Saturday, November 12, 2005

Arrogance? Cowardice?

The New York Times asks, "What Makes Someone French?"

Apparently, it's blindness.

The idea behind France's republican ideal was that by officially ignoring ethnic differences in favor of a transcendent French identity, the country would avoid the stratification of society that existed before the French Revolution or the fragmentation that it now sees in multicultural models like the United States. But the French model, never updated, has failed, critics say. "France always talks about avoiding ghettoization, but it has already happened," Mr. Sabeg said, adding that people are separated in the housing projects, in their schools and in their heads.
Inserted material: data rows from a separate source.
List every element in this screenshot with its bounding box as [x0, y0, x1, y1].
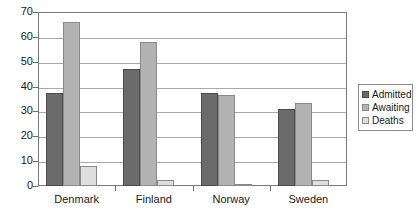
x-tick-label: Norway — [193, 193, 270, 206]
bar — [46, 93, 63, 186]
legend-item: Awaiting — [362, 101, 409, 114]
y-tick-label: 10 — [3, 155, 33, 166]
bar — [201, 93, 218, 186]
x-tick-label: Denmark — [38, 193, 115, 206]
bar-group — [193, 12, 270, 186]
y-axis-labels: 010203040506070 — [0, 12, 33, 186]
legend-swatch-icon — [362, 91, 369, 98]
bar-group — [38, 12, 115, 186]
bar-group — [115, 12, 192, 186]
bar-chart: 010203040506070 DenmarkFinlandNorwaySwed… — [0, 0, 420, 220]
bar — [278, 109, 295, 186]
legend-label: Awaiting — [372, 102, 410, 113]
legend-item: Admitted — [362, 88, 409, 101]
y-tick-label: 50 — [3, 56, 33, 67]
bar — [63, 22, 80, 186]
y-tick-label: 60 — [3, 31, 33, 42]
legend-item: Deaths — [362, 114, 409, 127]
y-tick-label: 40 — [3, 81, 33, 92]
legend-swatch-icon — [362, 117, 369, 124]
bar — [123, 69, 140, 186]
x-tick-mark — [270, 186, 271, 191]
y-tick-label: 70 — [3, 6, 33, 17]
x-tick-label: Finland — [115, 193, 192, 206]
legend-label: Admitted — [372, 89, 411, 100]
x-tick-label: Sweden — [270, 193, 347, 206]
bar — [295, 103, 312, 186]
y-tick-label: 0 — [3, 180, 33, 191]
y-tick-label: 20 — [3, 130, 33, 141]
x-tick-mark — [115, 186, 116, 191]
x-axis-tick-marks — [38, 186, 347, 192]
x-tick-mark — [193, 186, 194, 191]
y-tick-label: 30 — [3, 105, 33, 116]
bar-group — [270, 12, 347, 186]
bar — [80, 166, 97, 186]
bars-layer — [38, 12, 347, 186]
x-axis-labels: DenmarkFinlandNorwaySweden — [38, 193, 347, 209]
bar — [140, 42, 157, 186]
legend-swatch-icon — [362, 104, 369, 111]
chart-legend: AdmittedAwaitingDeaths — [358, 84, 413, 131]
bar — [218, 95, 235, 186]
legend-label: Deaths — [372, 115, 404, 126]
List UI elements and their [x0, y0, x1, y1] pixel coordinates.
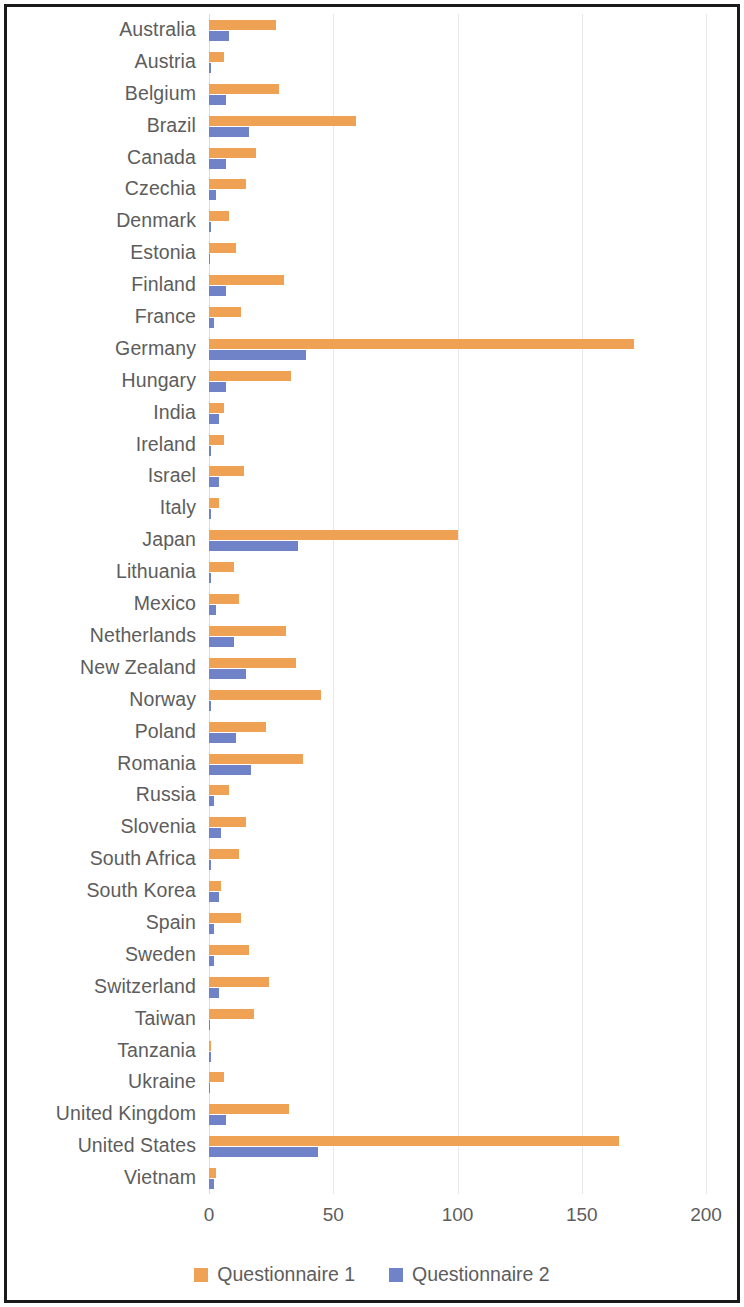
bar-group	[209, 843, 706, 875]
bar-group	[209, 620, 706, 652]
bar[interactable]	[209, 1115, 226, 1125]
bar[interactable]	[209, 977, 269, 987]
bar[interactable]	[209, 849, 239, 859]
bar[interactable]	[209, 403, 224, 413]
bar[interactable]	[209, 477, 219, 487]
bar[interactable]	[209, 190, 216, 200]
bar[interactable]	[209, 116, 356, 126]
bar[interactable]	[209, 913, 241, 923]
x-tick-label: 150	[566, 1204, 598, 1226]
bar[interactable]	[209, 817, 246, 827]
category-label: Lithuania	[116, 556, 196, 588]
legend-item[interactable]: Questionnaire 2	[389, 1263, 550, 1286]
bar[interactable]	[209, 466, 244, 476]
bar[interactable]	[209, 243, 236, 253]
category-label: Denmark	[116, 205, 196, 237]
bar[interactable]	[209, 307, 241, 317]
bar[interactable]	[209, 860, 211, 870]
bar[interactable]	[209, 1020, 210, 1030]
bar-group	[209, 652, 706, 684]
bar-group	[209, 1130, 706, 1162]
bar[interactable]	[209, 1083, 210, 1093]
bar[interactable]	[209, 52, 224, 62]
bar[interactable]	[209, 20, 276, 30]
bar[interactable]	[209, 435, 224, 445]
bar[interactable]	[209, 350, 306, 360]
bar[interactable]	[209, 318, 214, 328]
bar[interactable]	[209, 956, 214, 966]
bar[interactable]	[209, 573, 211, 583]
bar[interactable]	[209, 754, 303, 764]
category-axis-labels: AustraliaAustriaBelgiumBrazilCanadaCzech…	[10, 14, 196, 1194]
bar-group	[209, 875, 706, 907]
bar[interactable]	[209, 626, 286, 636]
bar[interactable]	[209, 371, 291, 381]
category-label: Italy	[160, 492, 196, 524]
category-label: Brazil	[147, 110, 196, 142]
bar[interactable]	[209, 31, 229, 41]
bar[interactable]	[209, 1147, 318, 1157]
bar[interactable]	[209, 382, 226, 392]
category-label: Mexico	[134, 588, 196, 620]
bar[interactable]	[209, 414, 219, 424]
bar[interactable]	[209, 95, 226, 105]
bar[interactable]	[209, 211, 229, 221]
bar[interactable]	[209, 701, 211, 711]
bar[interactable]	[209, 1072, 224, 1082]
bar[interactable]	[209, 1104, 289, 1114]
bar[interactable]	[209, 669, 246, 679]
bar[interactable]	[209, 541, 298, 551]
bar[interactable]	[209, 1041, 211, 1051]
bar[interactable]	[209, 605, 216, 615]
category-label: Hungary	[122, 365, 196, 397]
bar[interactable]	[209, 733, 236, 743]
bar[interactable]	[209, 509, 211, 519]
bar[interactable]	[209, 785, 229, 795]
category-label: Vietnam	[124, 1162, 196, 1194]
bar[interactable]	[209, 275, 284, 285]
category-label: Sweden	[125, 939, 196, 971]
bar[interactable]	[209, 286, 226, 296]
bar[interactable]	[209, 924, 214, 934]
bar[interactable]	[209, 988, 219, 998]
bar[interactable]	[209, 562, 234, 572]
bar[interactable]	[209, 690, 321, 700]
bar[interactable]	[209, 148, 256, 158]
bar[interactable]	[209, 339, 634, 349]
bar[interactable]	[209, 498, 219, 508]
bar-group	[209, 333, 706, 365]
bar[interactable]	[209, 594, 239, 604]
bar[interactable]	[209, 722, 266, 732]
bar-rows	[209, 14, 706, 1194]
category-label: Russia	[136, 779, 196, 811]
bar[interactable]	[209, 1179, 214, 1189]
bar[interactable]	[209, 446, 211, 456]
bar[interactable]	[209, 179, 246, 189]
bar-group	[209, 1066, 706, 1098]
category-label: Tanzania	[117, 1035, 196, 1067]
bar[interactable]	[209, 881, 221, 891]
bar[interactable]	[209, 222, 211, 232]
bar[interactable]	[209, 254, 210, 264]
bar[interactable]	[209, 765, 251, 775]
bar[interactable]	[209, 1052, 211, 1062]
bar[interactable]	[209, 1136, 619, 1146]
bar-group	[209, 46, 706, 78]
bar[interactable]	[209, 1168, 216, 1178]
bar[interactable]	[209, 658, 296, 668]
legend-item[interactable]: Questionnaire 1	[194, 1263, 355, 1286]
bar[interactable]	[209, 892, 219, 902]
bar[interactable]	[209, 1009, 254, 1019]
bar[interactable]	[209, 159, 226, 169]
bar-group	[209, 939, 706, 971]
bar[interactable]	[209, 637, 234, 647]
bar[interactable]	[209, 84, 279, 94]
bar[interactable]	[209, 63, 211, 73]
x-tick-label: 50	[323, 1204, 344, 1226]
bar[interactable]	[209, 796, 214, 806]
bar[interactable]	[209, 530, 458, 540]
bar[interactable]	[209, 828, 221, 838]
bar[interactable]	[209, 127, 249, 137]
category-label: New Zealand	[80, 652, 196, 684]
bar[interactable]	[209, 945, 249, 955]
The country's colonial legacy has only deepened that alienation. Rachid Arhab, one of the only well-known minority broadcast journalists in France, says that he lives with the resentments touched off by the bloody war of independence that Algeria won against France in 1962. "Unconsciously, for many French, I'm a reminder of the war," he said, adding, "now they see images of second-generation Algerian children in the streets burning cars and buildings, and that brings out the resentment even more."
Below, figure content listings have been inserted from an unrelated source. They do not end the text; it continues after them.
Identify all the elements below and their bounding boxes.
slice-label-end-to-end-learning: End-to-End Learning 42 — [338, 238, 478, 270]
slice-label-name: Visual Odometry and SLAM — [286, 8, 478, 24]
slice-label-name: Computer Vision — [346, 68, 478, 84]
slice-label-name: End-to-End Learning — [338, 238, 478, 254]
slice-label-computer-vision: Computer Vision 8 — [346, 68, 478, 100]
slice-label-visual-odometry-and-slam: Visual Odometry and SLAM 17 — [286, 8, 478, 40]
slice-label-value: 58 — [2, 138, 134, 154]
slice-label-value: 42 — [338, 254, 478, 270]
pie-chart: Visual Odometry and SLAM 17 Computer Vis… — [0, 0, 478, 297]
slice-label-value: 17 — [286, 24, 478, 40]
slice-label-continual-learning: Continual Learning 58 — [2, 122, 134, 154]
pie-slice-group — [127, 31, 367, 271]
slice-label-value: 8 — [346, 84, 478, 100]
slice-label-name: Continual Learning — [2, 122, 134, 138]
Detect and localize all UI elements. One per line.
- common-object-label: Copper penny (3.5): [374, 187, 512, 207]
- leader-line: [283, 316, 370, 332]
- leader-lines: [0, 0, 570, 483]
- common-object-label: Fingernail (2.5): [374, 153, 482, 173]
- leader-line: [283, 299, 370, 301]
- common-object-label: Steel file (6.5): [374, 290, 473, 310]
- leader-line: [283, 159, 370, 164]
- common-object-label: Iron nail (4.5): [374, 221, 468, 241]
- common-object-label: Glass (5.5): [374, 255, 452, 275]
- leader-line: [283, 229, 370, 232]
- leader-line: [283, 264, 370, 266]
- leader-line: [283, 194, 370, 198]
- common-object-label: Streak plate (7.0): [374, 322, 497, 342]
In France's favor, and to the disappointment of the Times, France does not officially segregate itself statistically.

"People have it in their head that surveying by race or religion is bad, it's dirty, it's something reserved for Americans and that we shouldn't do it here," said Yazid Sabeg, the only prominent Frenchman of Arab descent at the head of a publicly listed French company. "But without statistics to look at, how can we measure the problem?"